Quote:
Originally Posted by
saurau
Hi,
I have given access to user mwadmin in shudders file as :
mwadmin ALL:NOPASSWD:/www/* /usr/* /opt/*
However, not able to execute below command:
sudo mkdir -p /usr/test
[sudo] password for mwadmin:
Sorry, user mwadmin is not allowed to execute '/bin/mkdir -p /usr/test' as root.
Quote:
Originally Posted by
saurau
We need a user to have all permissions under /usr Dir which is owned by root.
Even if you set that up correctly, on your system, according to the diagnostic message, mkdir isn't under the /usr hierarchy.
More importantly, as I said, there are multiple errors in your attempt at a sudoers entry.
Did you edit sudoers using visudo? I suspect not, because it would have detected a syntax error (it should be an equals sign after the host specification, not a colon).
Aside from that, there are other non-syntactic, logical errors. Command specifications are comma-delimited. Your command specification will be treated as one long spec, not three. Only files in /www/ will match and the other two patterns are used to restrict the command's arguments.
Even if you delimited the command specifications correctly, the wildcards would not behave as you expect. As with shell pattern matching (aka globbing), the * will not match /. This means that /usr/* only matches files in /usr. It will match /usr/bin/, the directory itself, but not any of the executables of interest in /usr/bin and /usr/sbin.
Wildcards are unnecessary to match all files in a directory. The command specification can list a directory directly and that will be interpreted as matching any executable within it.
You really should spend an evening with the sudo, sudoers, and visudo documentation and inform yourself.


-- WORK ORDER --
Without pictures, repeat exactly the lines from the one containing "Reveal *woman* bounding box." through the end of the entries.

####

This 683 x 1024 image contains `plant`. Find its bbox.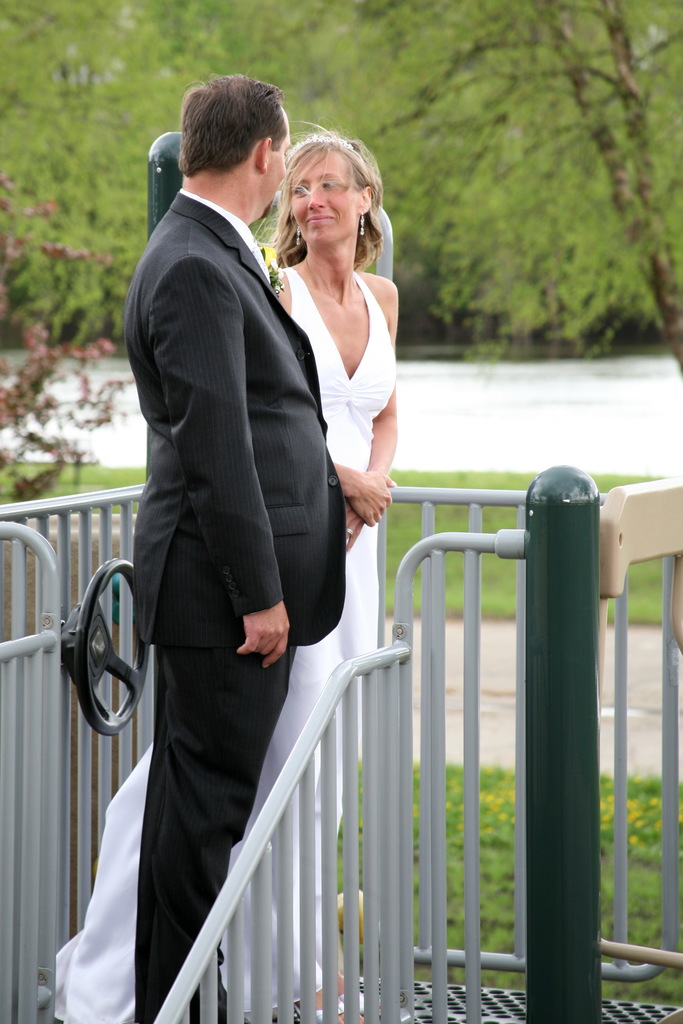
[x1=0, y1=435, x2=144, y2=494].
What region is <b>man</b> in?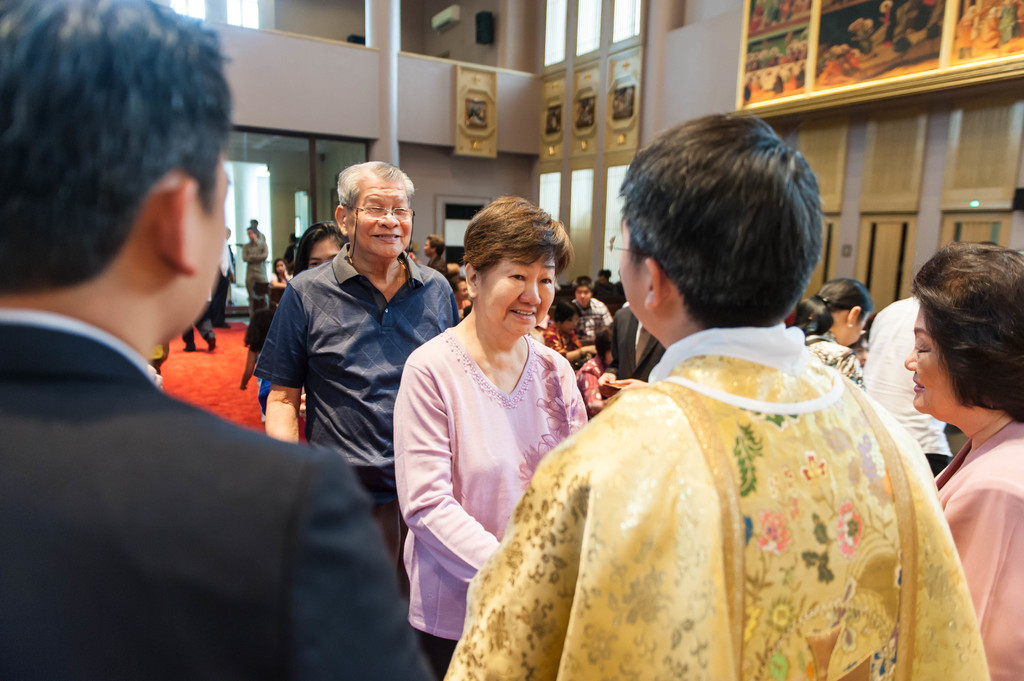
[left=241, top=225, right=269, bottom=291].
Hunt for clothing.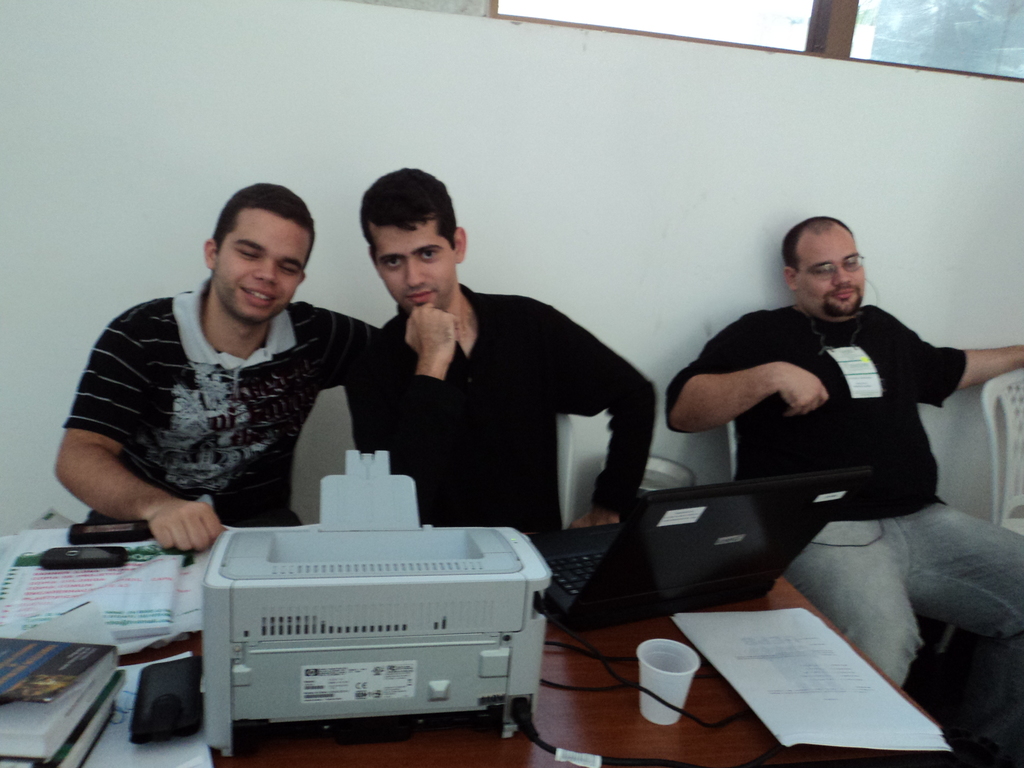
Hunted down at 657:247:989:596.
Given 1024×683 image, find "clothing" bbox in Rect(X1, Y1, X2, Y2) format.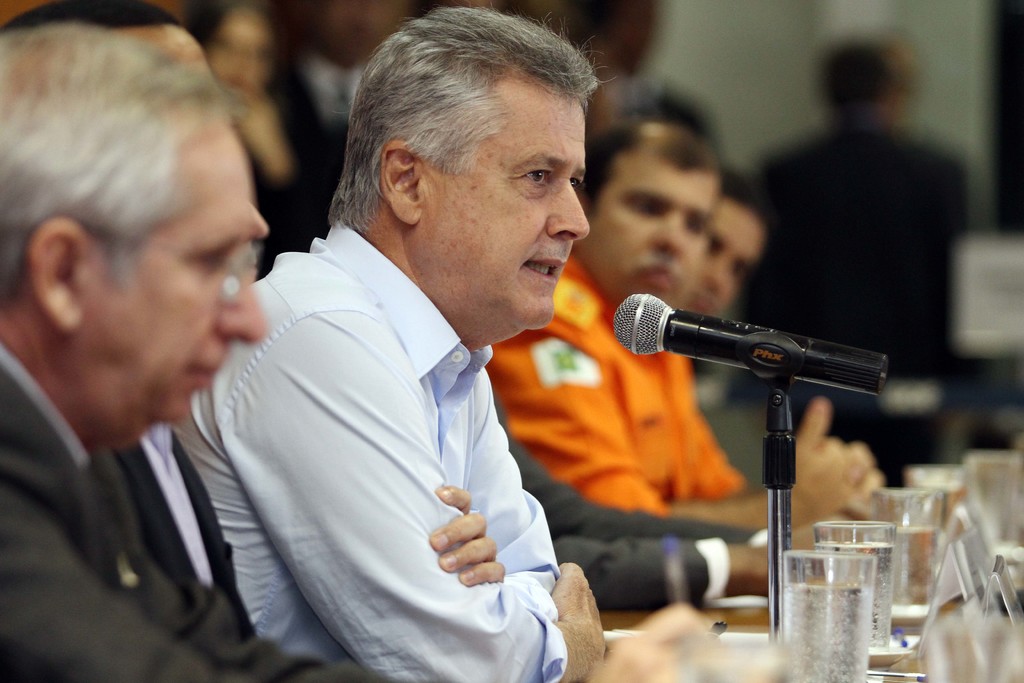
Rect(181, 202, 582, 682).
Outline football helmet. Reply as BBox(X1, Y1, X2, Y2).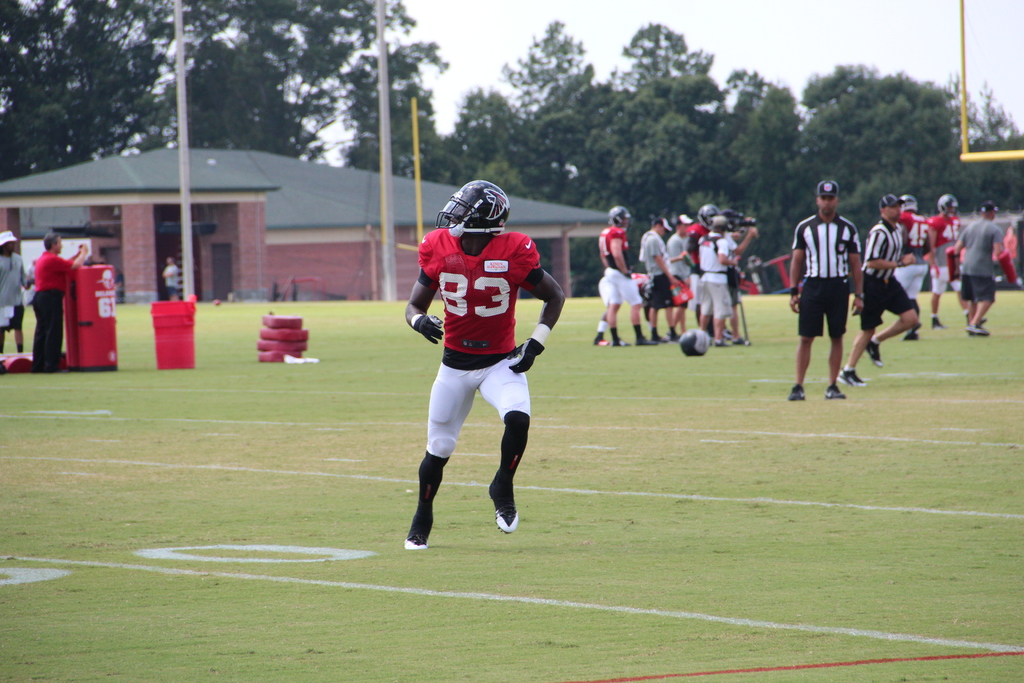
BBox(698, 206, 721, 226).
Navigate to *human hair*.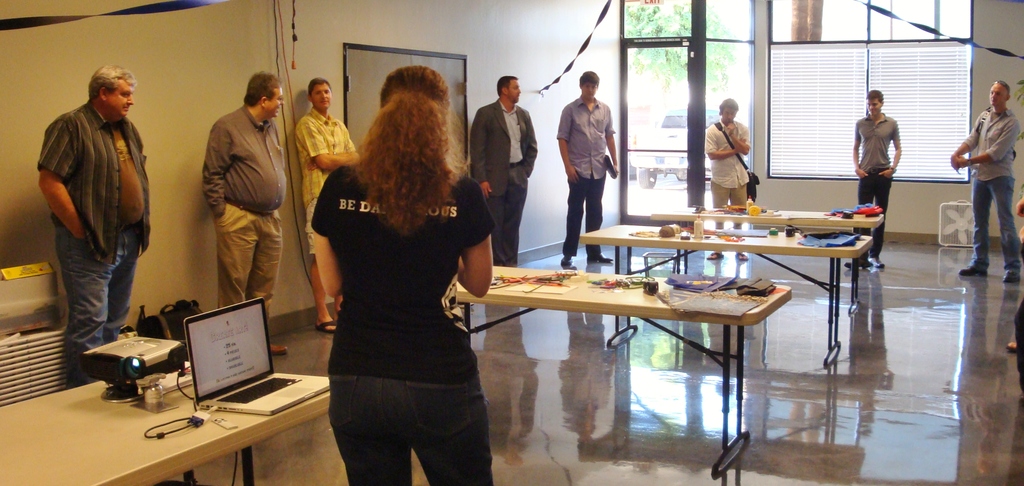
Navigation target: [x1=244, y1=71, x2=284, y2=106].
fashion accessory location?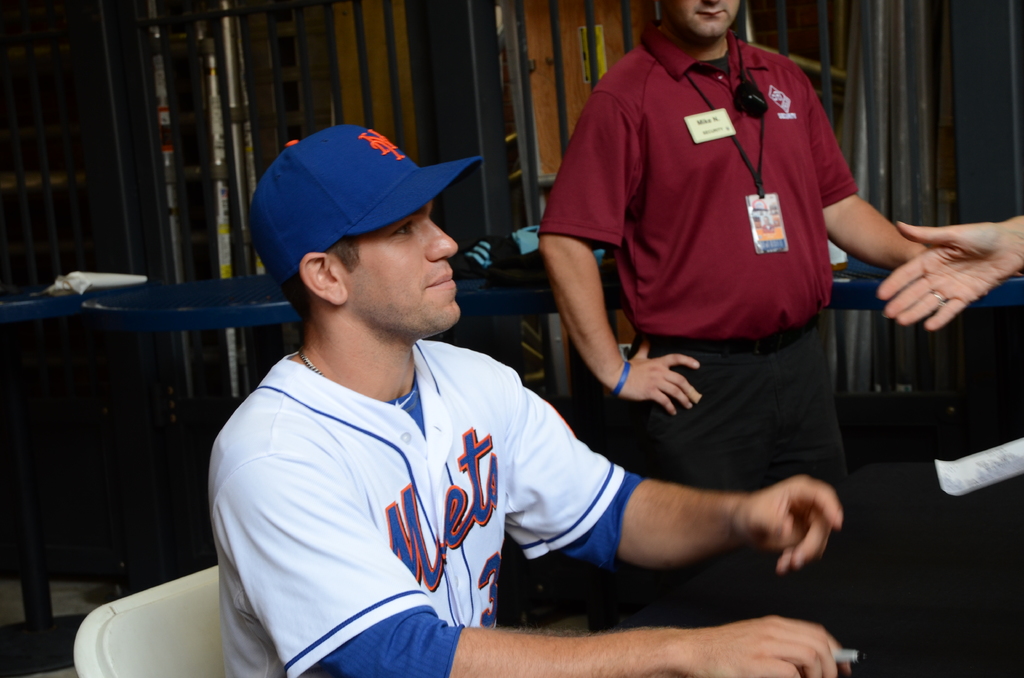
682 69 788 253
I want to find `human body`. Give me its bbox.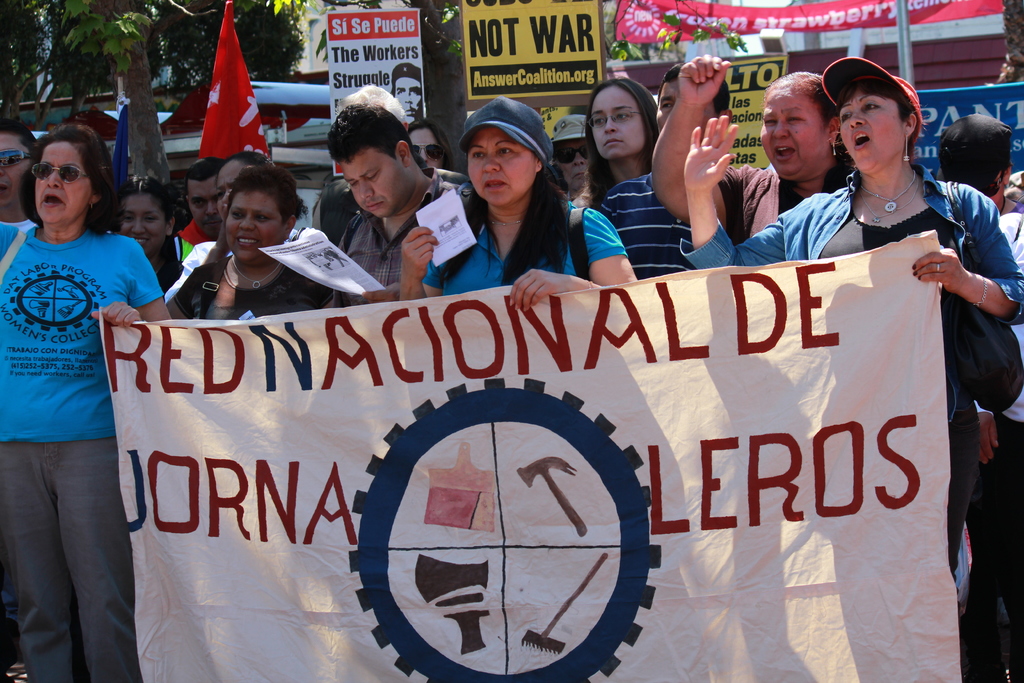
4 106 148 682.
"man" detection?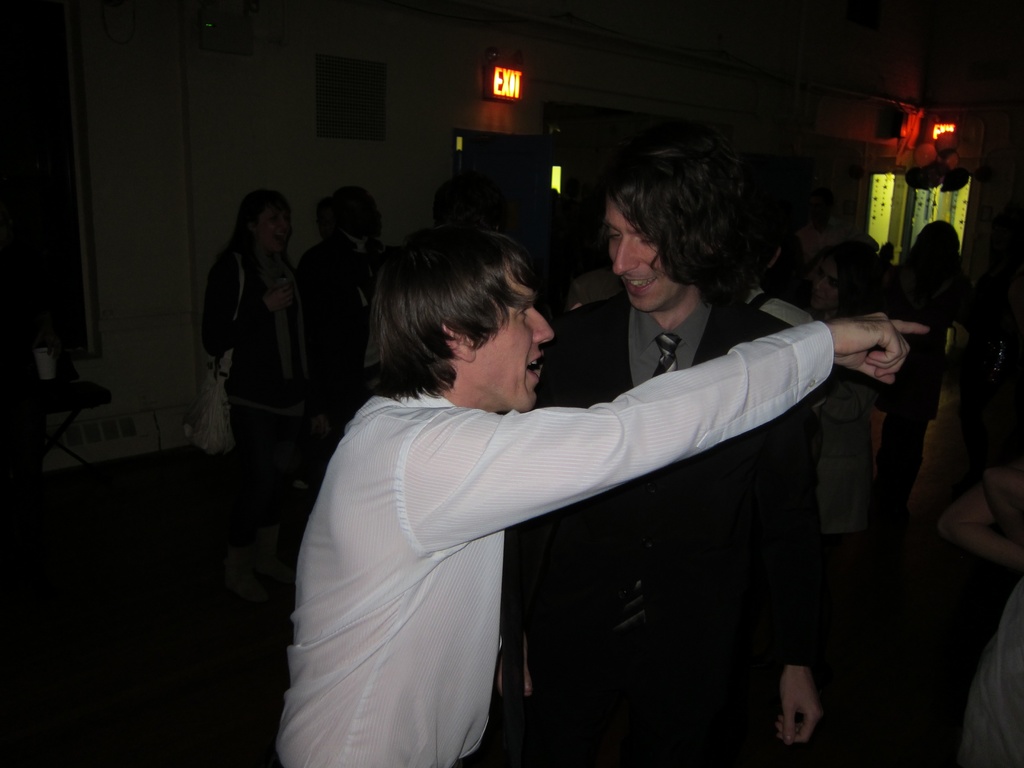
bbox=[534, 130, 838, 767]
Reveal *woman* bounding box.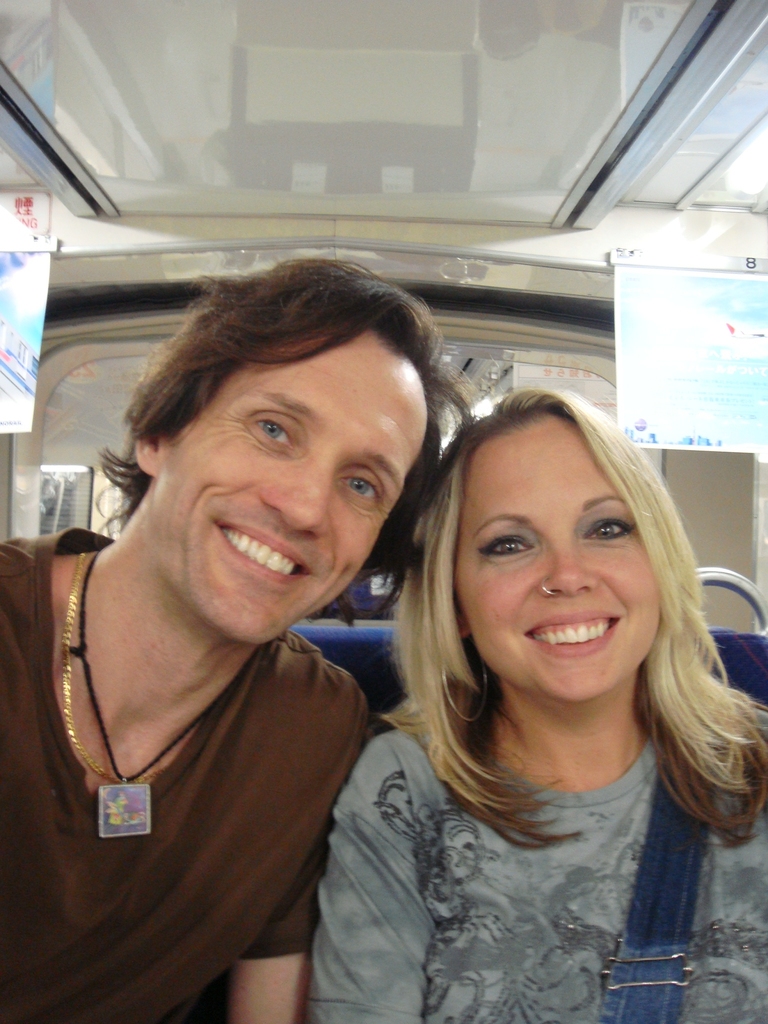
Revealed: BBox(273, 344, 747, 1010).
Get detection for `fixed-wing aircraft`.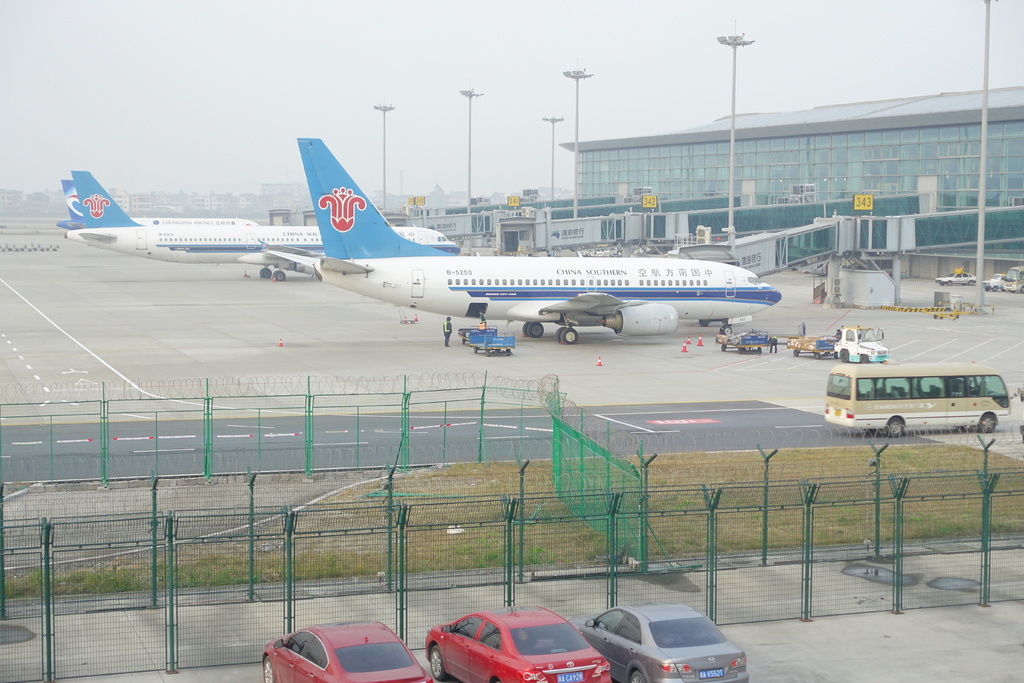
Detection: left=65, top=172, right=463, bottom=283.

####

-- REPLY TO THE TASK --
Reveal *woman* bounding box.
Revealed: BBox(273, 344, 747, 1010).
Get detection for `fixed-wing aircraft`.
Detection: left=65, top=172, right=463, bottom=283.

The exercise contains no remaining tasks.